I'm with Matt Levine here[2]:
"There is something particularly dystopian about the idea that:
a) Some countries will bomb other countries.
b) The people doing the bombing will profit from the bombing by insider trading the bombing contracts on prediction markets.
c) This will cause the prediction markets to correctly reflect the probability of bombing, allowing the people getting bombed to avoid being bombed."
If it is indeed easy to move operations wholesale, I think we would see far more and quicker cases (not just arbitraging differences in labor organization, but also e.g. tax and regulatory regimes). It certainly happens, mind you, but my read is that different forms of institutional inertia puts a damper on the willingness to "re-home".

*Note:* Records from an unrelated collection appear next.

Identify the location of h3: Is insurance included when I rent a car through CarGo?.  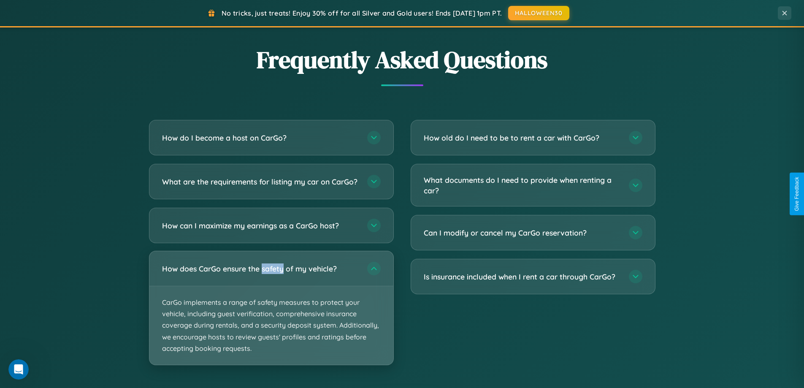
(522, 277).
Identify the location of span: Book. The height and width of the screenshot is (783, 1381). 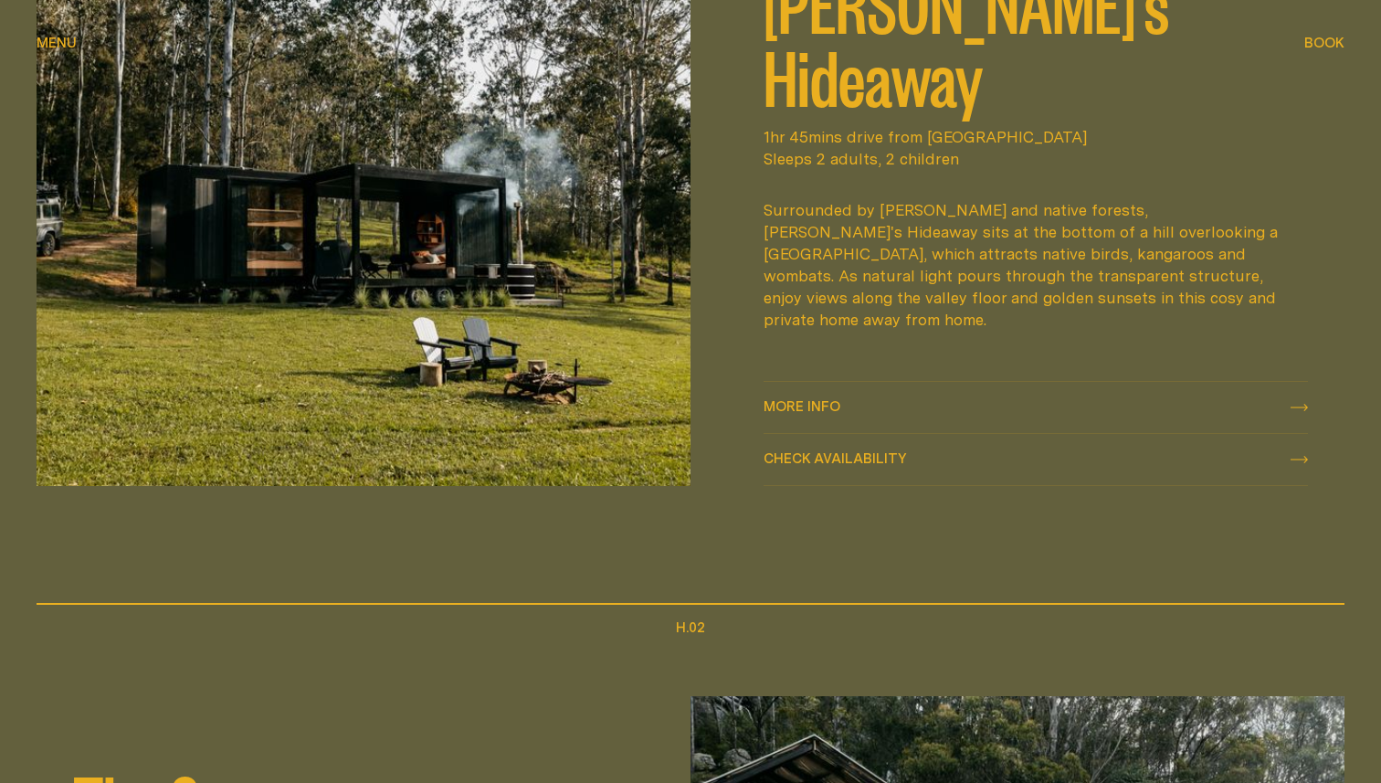
(1324, 42).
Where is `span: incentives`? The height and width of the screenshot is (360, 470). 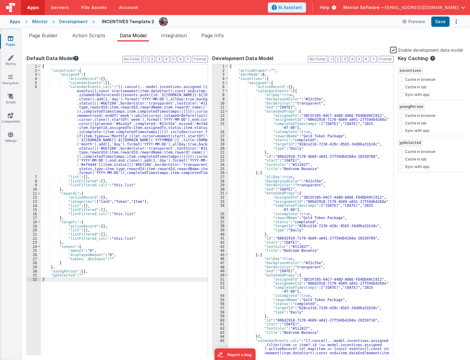
span: incentives is located at coordinates (410, 71).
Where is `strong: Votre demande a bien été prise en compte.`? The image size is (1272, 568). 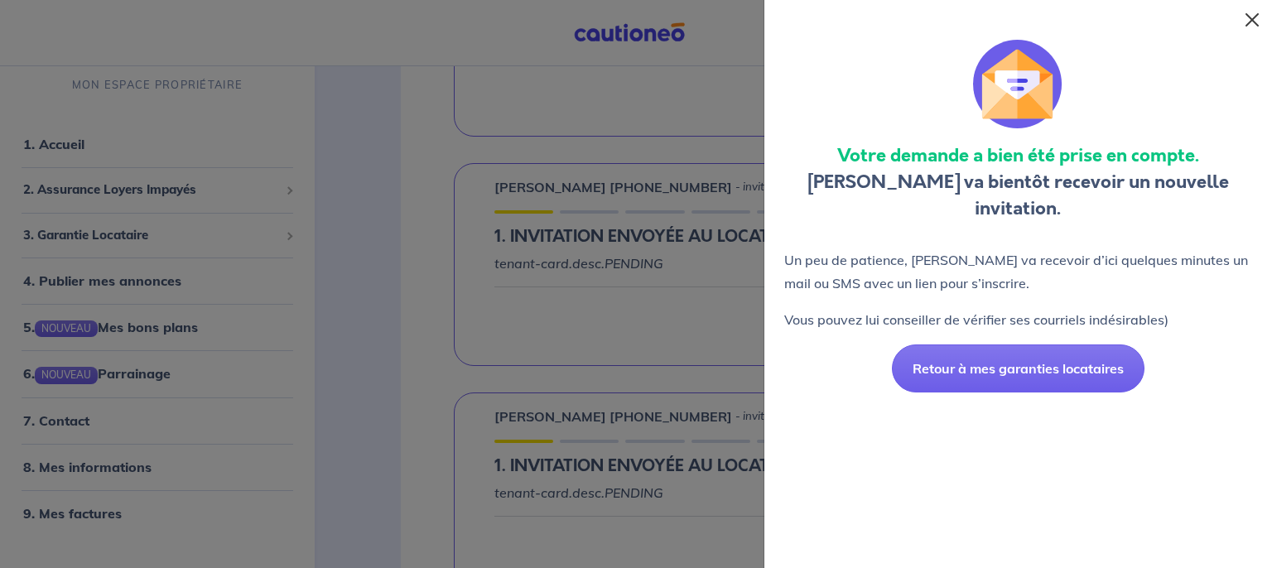 strong: Votre demande a bien été prise en compte. is located at coordinates (1018, 155).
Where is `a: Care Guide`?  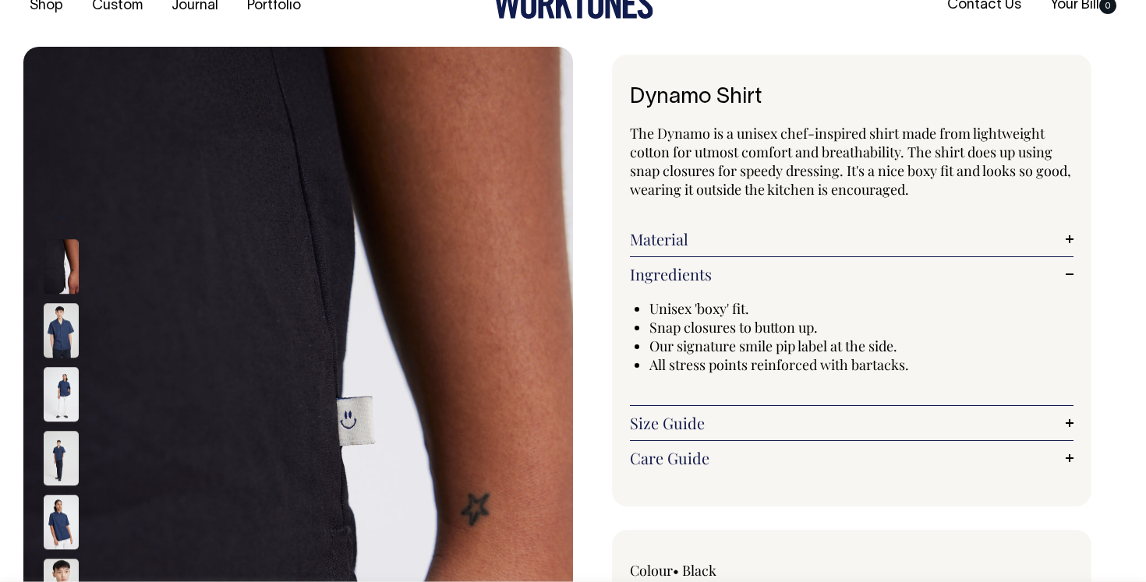 a: Care Guide is located at coordinates (851, 458).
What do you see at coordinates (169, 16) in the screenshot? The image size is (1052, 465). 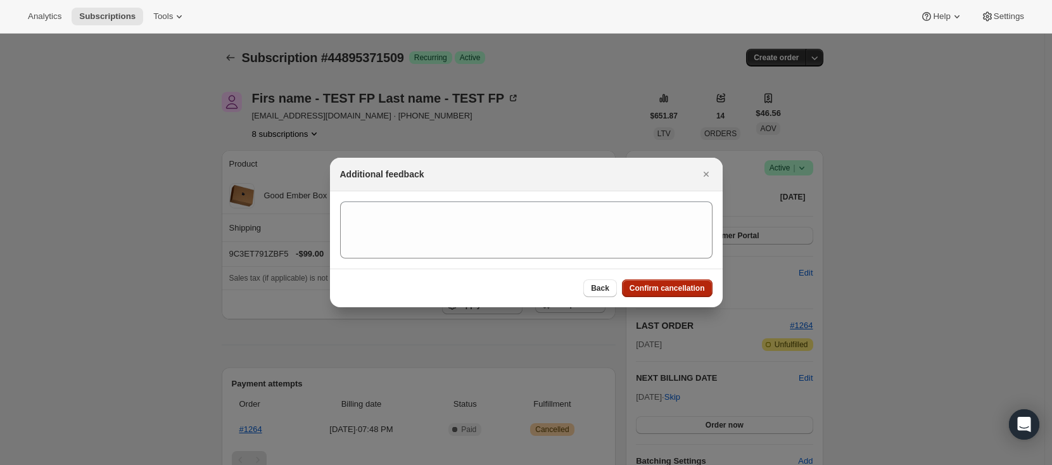 I see `button: Tools` at bounding box center [169, 16].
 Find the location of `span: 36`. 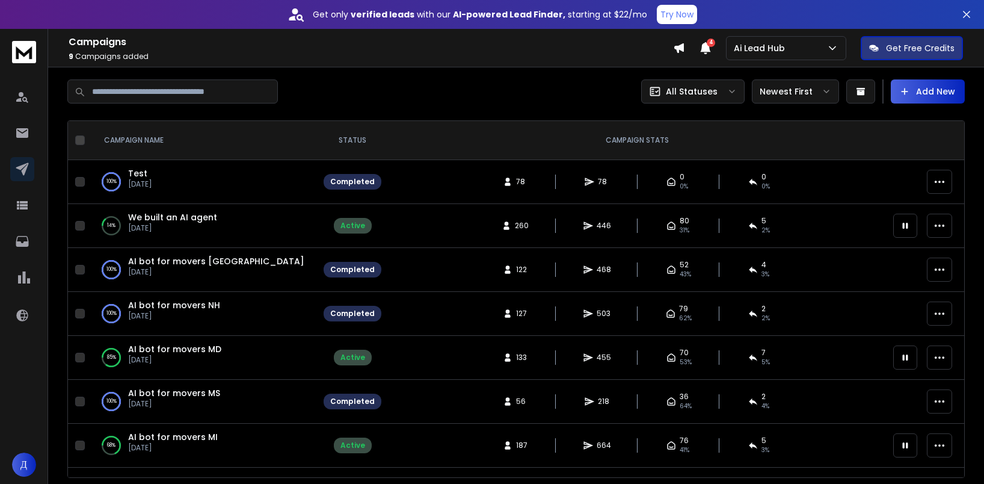

span: 36 is located at coordinates (684, 396).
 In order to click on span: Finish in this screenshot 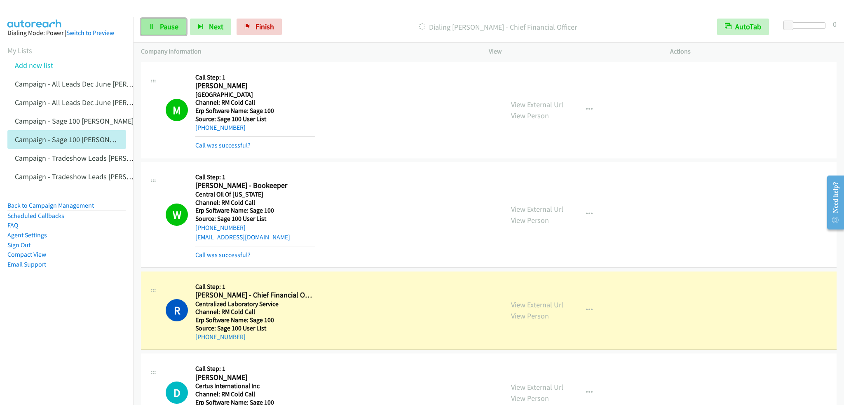, I will do `click(265, 26)`.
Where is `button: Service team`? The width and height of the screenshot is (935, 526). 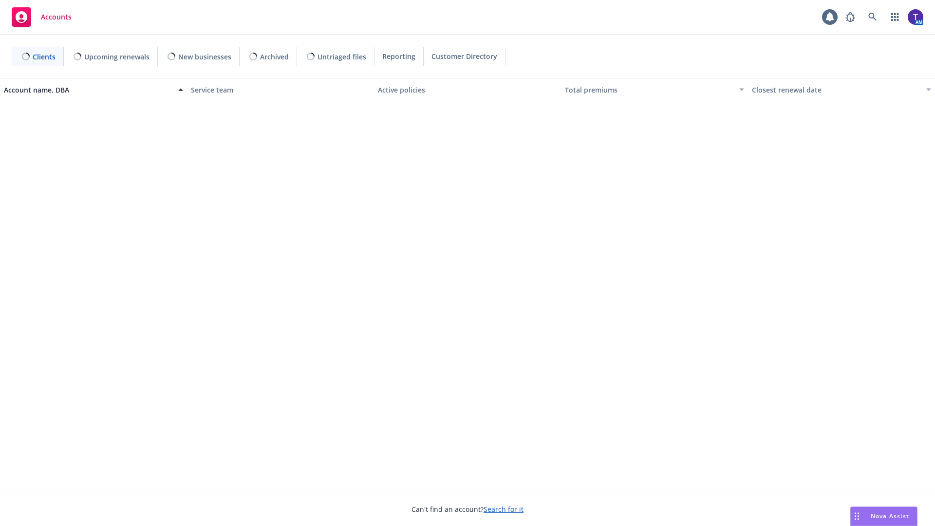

You're right about driver time being the key metric. mattlondon's reply[1] to the GP gives the extra context: the endurance is aligned pretty well with (EU) legally mandated breaks, allowing for mid-day charging.
https://en.wikipedia.org/wiki/Denatonium is used to make it unpalatable. Fun fact: the same chemical is also coated onto Nintendo Switch cartridges to discourage children from putting them in their mouths.
Have you checked out mixbox[0]? The outputs do feel intuitively "right" as someone who has dabbled in watercolor, and the paper/videos cover the thinking and Kubelka-Munk theory well.
“When I get hit up by people in the Middle East who are saying, ‘Hey, we’re looking at Polymarket to decide whether we sleep near the bomb shelter; we look at it every day’ and I’m like, ‘Oh, it’s really that popular over there?’” he added. “That’s very powerful. That’s an undeniable value proposition that did not exist before.”
I'm with Matt Levine here[2]:
"There is something particularly dystopian about the idea that:
a) Some countries will bomb other countries.
b) The people doing the bombing will profit from the bombing by insider trading the bombing contracts on prediction markets.
c) This will cause the prediction markets to correctly reflect the probability of bombing, allowing the people getting bombed to avoid being bombed."